Oh, the sheer delight in a lawsuit caption that names Illinois Supreme Court justices as personal defendants—it’s like Christmas for anyone who despises judicial overreach. Enter Judge James R. Brown, the retired Illinois jurist who got politically kneecapped by these robed tyrants. Last year, they dusted him off and reinstated him temporarily to plug a bench vacancy in Cook County. But then—gasp!—two left-wing outfits whined about a column he penned while blissfully retired.
What scandalous drivel did he unleash? A tame takedown of “lawfare,” that slimy tactic where courts get weaponized for political vendettas, mostly by the left against the right. He cheered its rollback. Shocking stuff, right? Not really, but it triggered the cancel brigade. We even wrote about his political assassination.

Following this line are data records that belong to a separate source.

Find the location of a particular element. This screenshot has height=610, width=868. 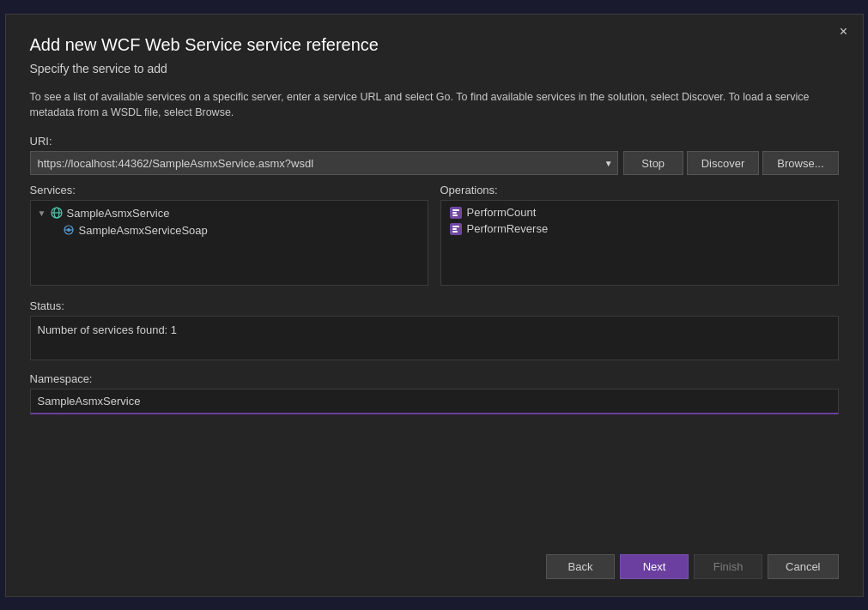

close-button: × is located at coordinates (844, 32).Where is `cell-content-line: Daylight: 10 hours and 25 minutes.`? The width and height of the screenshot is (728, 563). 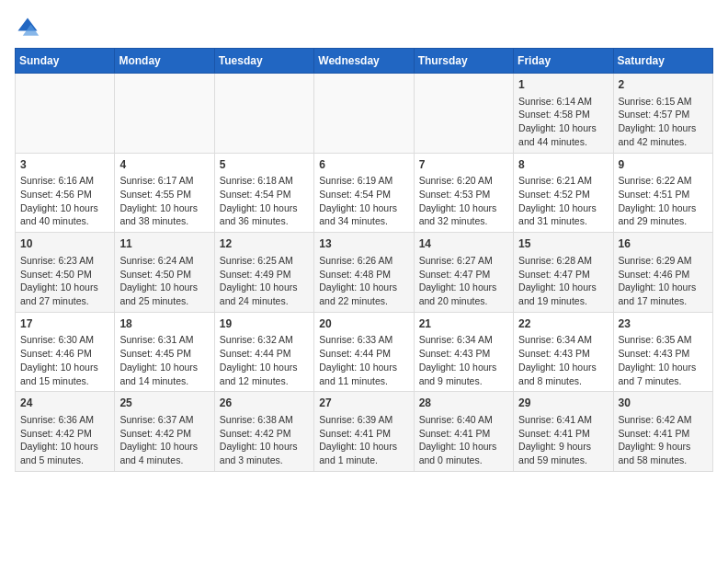 cell-content-line: Daylight: 10 hours and 25 minutes. is located at coordinates (164, 294).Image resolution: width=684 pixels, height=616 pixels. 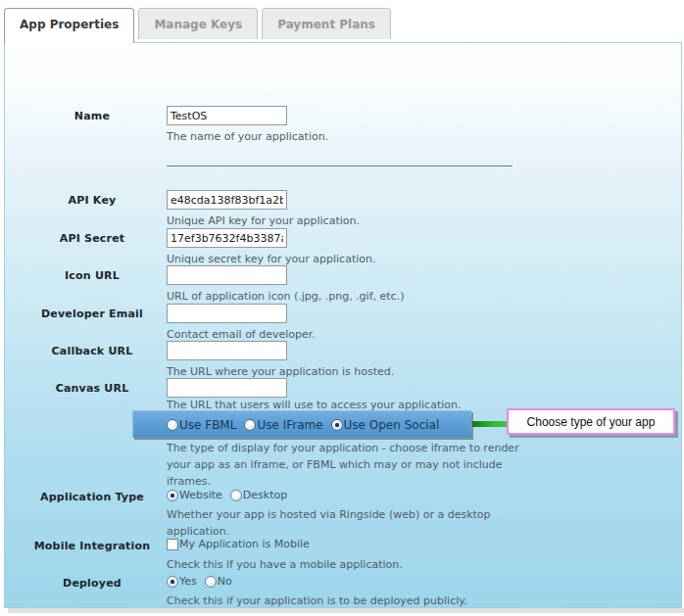 I want to click on api-key-help: Unique API key for your application., so click(x=263, y=221). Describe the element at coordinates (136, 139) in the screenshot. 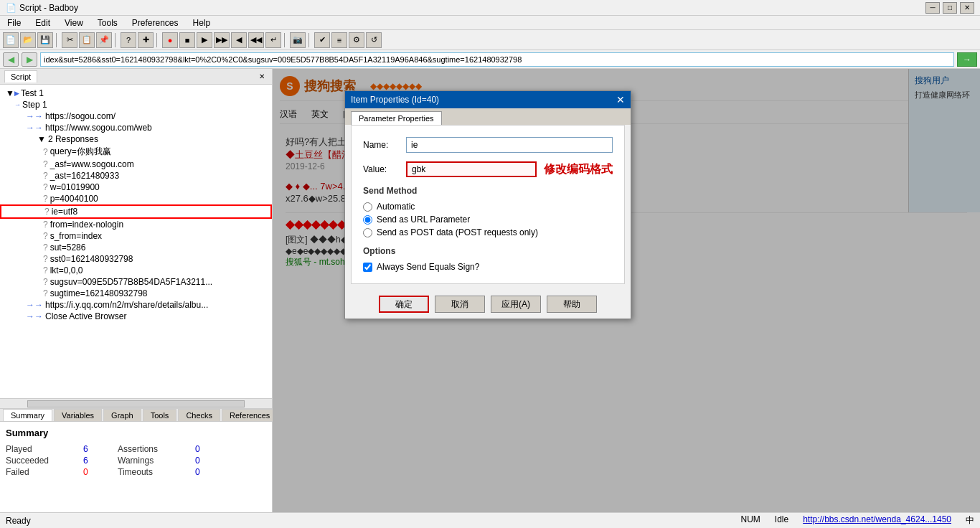

I see `tree-item: ▼ 2 Responses` at that location.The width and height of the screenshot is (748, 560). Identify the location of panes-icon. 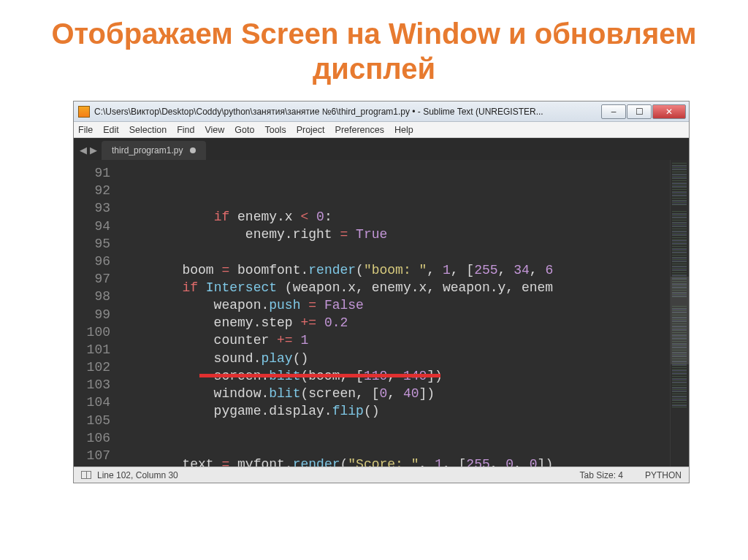
(86, 475).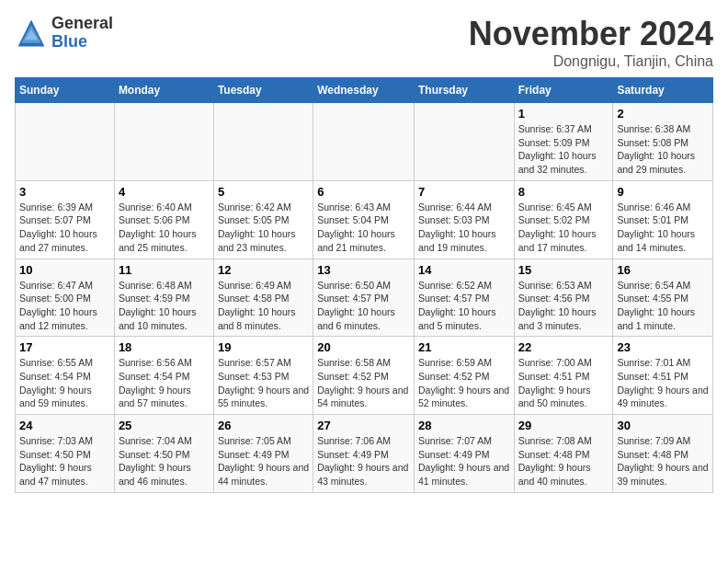  I want to click on day-number: 15, so click(564, 270). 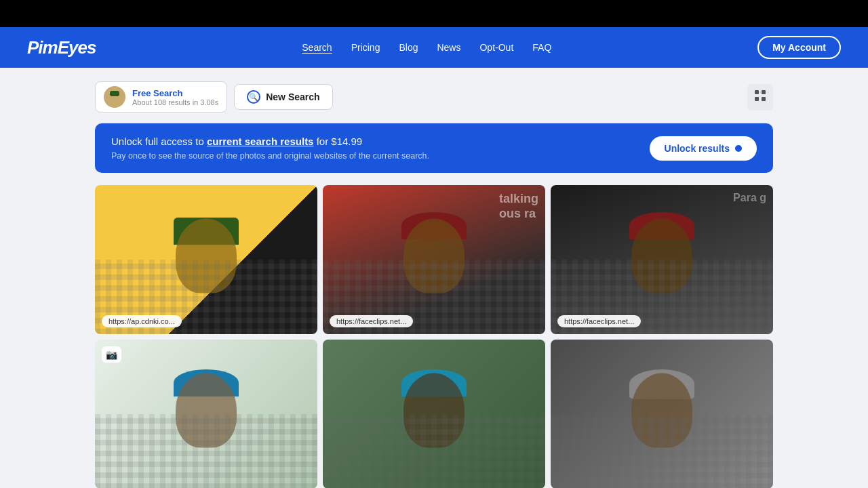 What do you see at coordinates (293, 97) in the screenshot?
I see `new-search-label: New Search` at bounding box center [293, 97].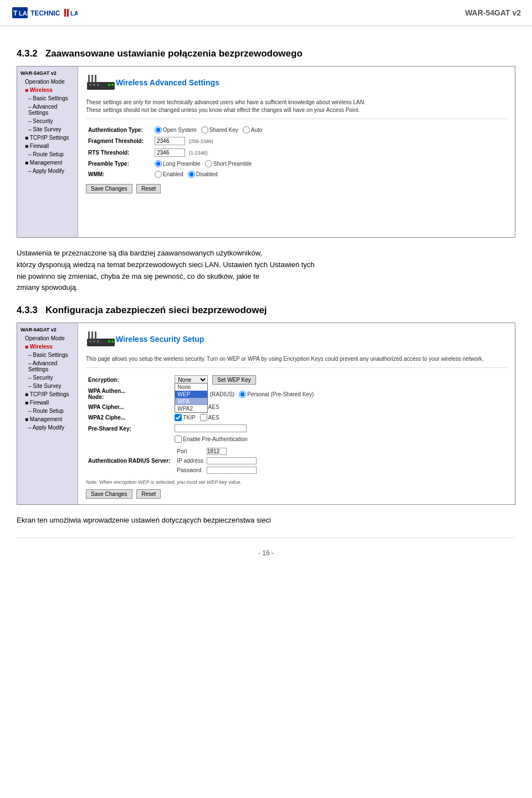  Describe the element at coordinates (209, 418) in the screenshot. I see `wpa2-aes: AES` at that location. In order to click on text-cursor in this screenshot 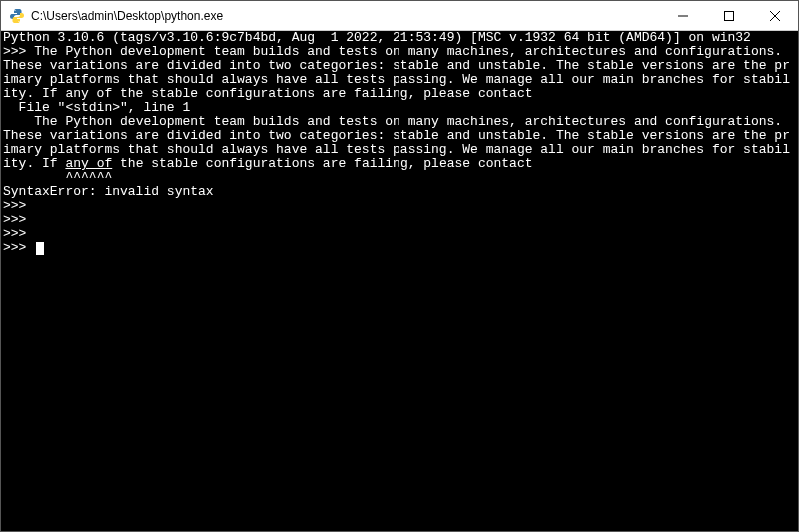, I will do `click(40, 248)`.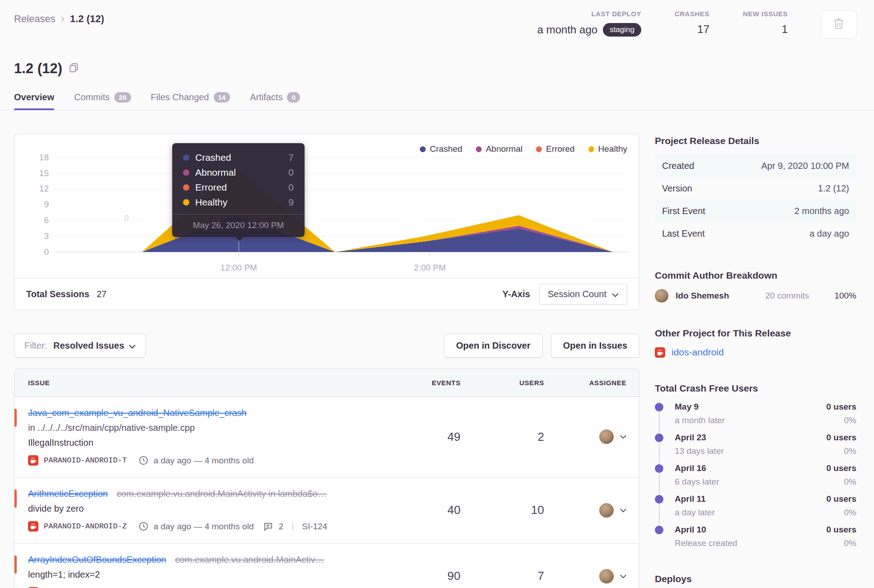 This screenshot has height=588, width=874. Describe the element at coordinates (493, 346) in the screenshot. I see `open-in-discover-button: Open in Discover` at that location. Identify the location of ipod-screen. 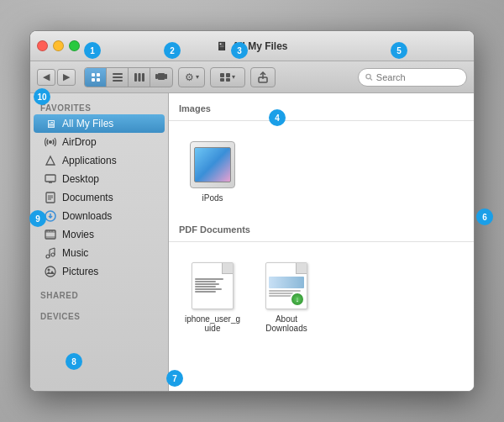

Irony alert: These snowflakes, offended by anti-lawfare rants, deployed… lawfare! They dashed off complaints to the Democratic-dominated Illinois Supreme Court, and poof—the justices obliged with a one-sentence guillotine on January 26. No hearing, no notice, no rebuttal. Just a smug, Star Chamber-style execution of Brown’s First Amendment rights and due process. Because who needs the Constitution when you’ve got a mob to appease?
Now, Brown’s firing back in federal court, suing the justices personally. Smart move: His complaint shreds their judicial immunity claim, arguing they acted like rogue bureaucrats, not judges. The Illinois Constitution demands impeachment or a public hearing for removals—luxuries they denied him while unilaterally yanking his robe. Represented by the Liberty Justice Center, he’s demanding reinstatement, injunctions, and sweet, sweet monetary damages. Yes, that means the individual justices are going to have to come out of pocket to hire their own lawyers to defend them from the “individually” aspect of this lawsuit. Even if they win, their wokeness is gonna cost them.
Like Rochford, pictured above during her campaign for the Illinois Supreme Court.
Make no mistake: These Illinois Supremes aren’t justices; they’re a kangaroo court cabal, a modern Star Chamber drunk on power, trampling free speech and fairness. We can only hope they get dragged through the mud, lose spectacularly, and slink away in maximum humiliation. Justice served—with a side of schadenfreude.
There’s something uniquely pleasing in just the caption of a lawsuit filed Wednesday by Judge James R. Brown. It’s that Illinois Supreme Court justices are named personally as defendants.
P. SCOTT NEVILLE, JR., individually and
in his official capacity as Chief Justice
of the Illinois Supreme Court, MARY
JANE THEIS, individually, DAVID K.
OVERSTREET, individually and in his
official capacity as Justice of the Illinois
Supreme Court, LISA HOLDER WHITE, individually and in her official capacity
as Justice of the Illinois Supreme Court,
JOY V. CUNNINGHAM, individually and
in her official capacity as Justice of the
Illinois Supreme Court, ELIZABETH M.
ROCHFORD, individually and in her
official capacity as Justice of the Illinois
Supreme Court, MARY K. O’BRIEN, individually and in her official capacity
as Justice of the Illinois Supreme Court,
and SANJAY T. TAILOR, in his official
capacity as Justice of the Illinois
Supreme Court,
Brown, as we wrote earlier this month, was politically assassinated. The retired Illinois judge had been temporarily reinstated last year to fill a vacancy on the bench. But when two left wing organizations complained this year about a column he had written while retired, the Illinois Supreme Court unceremoniously rescinded his reinstatement. Brown’s column was fully within his First Amendment rights and it was, in many ways, unremarkable. It condemned recent examples of “lawfare” — misuse of the courts for political and social goals — and celebrated how the misuse is being rolled back…
Brown has now sued in federal court alleging those constitutional violations. The defendants are the justices. That’s appropriate because it was they who lowered the axe on Brown. Brown’s complaint is specific about why the justices should not be immune. To be protected from personal liability by judicial immunity, judges must have acted within their judicial capacity, the complaint says. But in this case, it says, “The individual Defendant Illinois Supreme Court justices acted outside their judicial capacity by unilaterally removing Judge Brown from the Cook County Circuit.” The Illinois Constitution strictly limits how sitting judges may be removed—only through impeachment or after notice and a public hearing by the Illinois Courts Commission.
Details on the lawsuit are provided here by the Liberty Justice Center, which is representing Brown. The complaint requests the federal court to issue injunctions that would reinstate brown and to award monetary damages.
Make no mistake about what happened here: Justices on lllinois’ top court ran a Star Chamber. They personally comprised a cancel mob and acted in blatant disregard of constitutional rights to due process and free speech. We can only hope they lose the lawsuit with maximum humiliation.